Expatica news

Ryanair to stay at Charleroi for time being

9 April 2004

BRUSSELS – Low-cost airline Ryanair will not pull out of Belgium’s Charleroi airport, at least for the time being, Wallonia’s Economics Minister has confirmed.

Speaking after talks in Dublin with Ryanair boss Michael O’Leary, Kubla said the Irish airline had agreed to continue using Charleroi as one of its main hubs for a “transition period” of up to a year, Belgian news agency Belga reported.

During that time the company would pay no more to use Charleroi than it does at present, Kubla added.

But analysts say that the Walloon authorities will eventually have to start charging Ryanair more to use Charleroi or risk legal action from the European Commission.

In February the Commission ruled that Wallonia was paying Ryanair what amounted to illegal subsidies to fly in and out of the south Belgian airport.

Ryanair’s arch rival Virgin Express, which is based at Zaventem airport near Brussels, has already made it clear it will make a fuss if it feels the Irish airline and the Wallonian authorities are trying to get round the Commision ruling.

“If there is to be more horse trading, moving of subsidies from one activity to another to try to evade the EC ruling, then we will definitely sue the Walloon region,” Virgin Express Managing Director Neil Burrows said in a statement issued on Thursday evening.

Virgin Express says the Walloon authorities have already shown the lengths they will go to persuade Ryanair to keep using Charleroi.
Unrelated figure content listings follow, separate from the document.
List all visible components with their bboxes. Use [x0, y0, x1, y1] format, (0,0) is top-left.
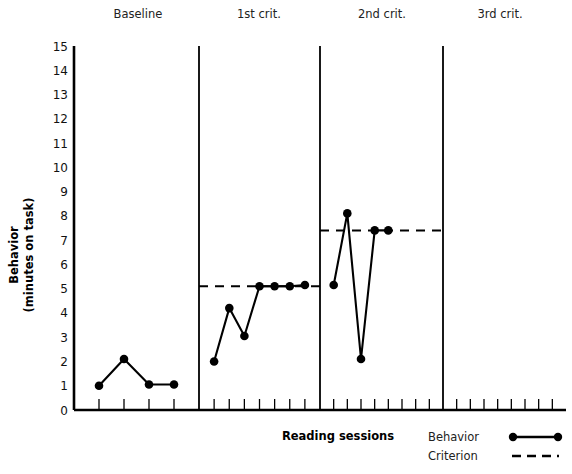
phase-header-1st-crit: 1st crit. — [237, 7, 281, 21]
data-point — [329, 281, 338, 290]
y-tick-label-0: 0 — [60, 404, 68, 418]
y-tick-label-1: 1 — [60, 379, 68, 393]
y-tick-label-5: 5 — [60, 282, 68, 296]
data-point — [384, 226, 393, 235]
data-point — [95, 381, 104, 390]
y-tick-label-10: 10 — [53, 161, 68, 175]
data-point — [301, 281, 310, 290]
y-tick-label-11: 11 — [53, 137, 68, 151]
phase-header-3rd-crit: 3rd crit. — [477, 7, 522, 21]
data-point — [357, 355, 366, 364]
y-tick-label-9: 9 — [60, 185, 68, 199]
legend-label-behavior: Behavior — [428, 430, 479, 444]
phase-headers: Baseline 1st crit. 2nd crit. 3rd crit. — [114, 7, 523, 21]
data-point — [145, 380, 154, 389]
data-point — [255, 282, 264, 291]
y-axis-tick-labels: 0123456789101112131415 — [53, 40, 68, 418]
y-tick-label-6: 6 — [60, 258, 68, 272]
y-tick-label-3: 3 — [60, 331, 68, 345]
data-point — [170, 380, 179, 389]
chart-container: Baseline 1st crit. 2nd crit. 3rd crit. B… — [0, 0, 572, 474]
y-axis-title: Behavior (minutes on task) — [7, 198, 36, 313]
x-axis-title: Reading sessions — [282, 429, 394, 443]
data-point — [240, 332, 249, 341]
y-tick-label-7: 7 — [60, 234, 68, 248]
data-point — [120, 355, 129, 364]
behavior-line-phase-1 — [99, 359, 174, 386]
data-point — [210, 357, 219, 366]
y-axis-title-line2: (minutes on task) — [22, 198, 36, 313]
y-tick-label-13: 13 — [53, 88, 68, 102]
data-point — [343, 209, 352, 218]
y-tick-label-2: 2 — [60, 355, 68, 369]
y-tick-label-8: 8 — [60, 209, 68, 223]
x-axis-tick-marks — [99, 399, 552, 410]
criterion-lines — [199, 230, 443, 286]
behavior-line-phase-2 — [214, 285, 305, 362]
y-tick-label-12: 12 — [53, 112, 68, 126]
data-point — [270, 282, 279, 291]
legend: Behavior Criterion — [428, 430, 562, 463]
legend-marker-behavior-icon — [509, 433, 562, 441]
y-tick-label-15: 15 — [53, 40, 68, 54]
legend-label-criterion: Criterion — [428, 449, 478, 463]
data-point — [225, 304, 234, 313]
behavior-line-phase-3 — [334, 213, 389, 359]
phase-header-baseline: Baseline — [114, 7, 163, 21]
phase-header-2nd-crit: 2nd crit. — [358, 7, 406, 21]
y-axis-title-line1: Behavior — [7, 226, 21, 284]
y-tick-label-14: 14 — [53, 64, 68, 78]
data-point — [286, 282, 295, 291]
data-point — [370, 226, 379, 235]
behavior-series — [95, 209, 393, 390]
behavior-criterion-line-chart: Baseline 1st crit. 2nd crit. 3rd crit. B… — [0, 0, 572, 474]
y-tick-label-4: 4 — [60, 306, 68, 320]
The airline is particularly critical of a recent decision by the Walloon parliament to overturn a local court ruling on nighttime aircraft noise that would have obliged Ryanair to re-schedule a number of its Charleroi flights.
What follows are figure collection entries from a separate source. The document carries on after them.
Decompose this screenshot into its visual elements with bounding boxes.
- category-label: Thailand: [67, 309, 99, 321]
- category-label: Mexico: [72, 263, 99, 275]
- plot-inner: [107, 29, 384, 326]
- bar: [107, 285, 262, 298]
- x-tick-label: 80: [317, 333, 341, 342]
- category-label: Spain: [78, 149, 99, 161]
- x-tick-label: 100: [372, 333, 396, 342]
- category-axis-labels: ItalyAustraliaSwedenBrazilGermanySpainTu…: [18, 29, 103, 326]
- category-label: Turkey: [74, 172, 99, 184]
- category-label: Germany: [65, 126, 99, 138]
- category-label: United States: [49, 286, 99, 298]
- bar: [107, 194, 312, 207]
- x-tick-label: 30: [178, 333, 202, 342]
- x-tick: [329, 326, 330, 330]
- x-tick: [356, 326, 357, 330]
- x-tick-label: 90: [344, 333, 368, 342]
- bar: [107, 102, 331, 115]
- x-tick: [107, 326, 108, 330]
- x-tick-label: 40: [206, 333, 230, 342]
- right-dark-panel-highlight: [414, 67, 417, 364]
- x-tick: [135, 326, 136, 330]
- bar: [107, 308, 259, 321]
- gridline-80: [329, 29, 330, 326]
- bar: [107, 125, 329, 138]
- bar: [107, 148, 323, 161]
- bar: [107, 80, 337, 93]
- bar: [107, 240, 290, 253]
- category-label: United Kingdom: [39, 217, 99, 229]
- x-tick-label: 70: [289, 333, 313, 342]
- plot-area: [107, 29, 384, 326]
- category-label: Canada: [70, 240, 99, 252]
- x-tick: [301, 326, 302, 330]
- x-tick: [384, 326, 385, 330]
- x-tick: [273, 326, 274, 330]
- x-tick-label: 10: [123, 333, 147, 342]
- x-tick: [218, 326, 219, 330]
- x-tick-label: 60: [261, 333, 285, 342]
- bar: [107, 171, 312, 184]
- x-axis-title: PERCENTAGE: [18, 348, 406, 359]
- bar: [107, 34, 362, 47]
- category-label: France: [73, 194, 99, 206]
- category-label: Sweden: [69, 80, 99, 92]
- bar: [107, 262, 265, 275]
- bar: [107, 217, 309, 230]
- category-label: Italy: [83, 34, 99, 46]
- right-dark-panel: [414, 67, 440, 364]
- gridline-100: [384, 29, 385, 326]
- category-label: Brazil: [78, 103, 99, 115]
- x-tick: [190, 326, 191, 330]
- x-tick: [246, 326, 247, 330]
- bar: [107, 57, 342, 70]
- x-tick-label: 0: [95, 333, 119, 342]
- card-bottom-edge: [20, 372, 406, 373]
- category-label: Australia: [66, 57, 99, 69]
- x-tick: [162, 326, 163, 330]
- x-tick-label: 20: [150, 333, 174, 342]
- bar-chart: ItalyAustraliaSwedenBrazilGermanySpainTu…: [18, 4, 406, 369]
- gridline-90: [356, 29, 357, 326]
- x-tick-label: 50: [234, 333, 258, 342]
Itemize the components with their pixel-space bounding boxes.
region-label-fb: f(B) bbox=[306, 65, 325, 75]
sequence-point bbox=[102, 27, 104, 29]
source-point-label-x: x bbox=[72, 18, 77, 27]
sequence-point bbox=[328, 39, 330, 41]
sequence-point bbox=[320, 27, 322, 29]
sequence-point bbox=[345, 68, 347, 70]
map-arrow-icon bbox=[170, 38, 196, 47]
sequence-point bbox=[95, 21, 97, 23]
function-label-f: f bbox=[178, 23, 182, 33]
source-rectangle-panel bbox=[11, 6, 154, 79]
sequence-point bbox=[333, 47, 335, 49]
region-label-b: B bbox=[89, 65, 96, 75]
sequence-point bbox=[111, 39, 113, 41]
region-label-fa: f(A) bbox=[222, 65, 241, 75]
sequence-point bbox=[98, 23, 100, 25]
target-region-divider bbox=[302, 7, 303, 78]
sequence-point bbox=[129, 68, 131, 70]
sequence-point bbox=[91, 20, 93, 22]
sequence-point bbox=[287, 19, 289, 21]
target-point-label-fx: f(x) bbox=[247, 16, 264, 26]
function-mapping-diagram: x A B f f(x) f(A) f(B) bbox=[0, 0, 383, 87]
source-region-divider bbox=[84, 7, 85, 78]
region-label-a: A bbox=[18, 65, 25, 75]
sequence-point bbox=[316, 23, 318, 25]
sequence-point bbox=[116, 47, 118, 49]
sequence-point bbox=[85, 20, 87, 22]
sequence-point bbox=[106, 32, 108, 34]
“Last week we witnessed how the Walloon authorities once again changed the rules to help Ryanair, this time with regard to the night ban at Charleroi airport,” Burrows said in his statement.

Charleroi airport currently employs 700 people directly and a further 3,000 local jobs depend on it. Without Ryanair, many of these jobs would be threatened.

Last month Virgin Express announced it lost nearly EUR 20 million in 2003.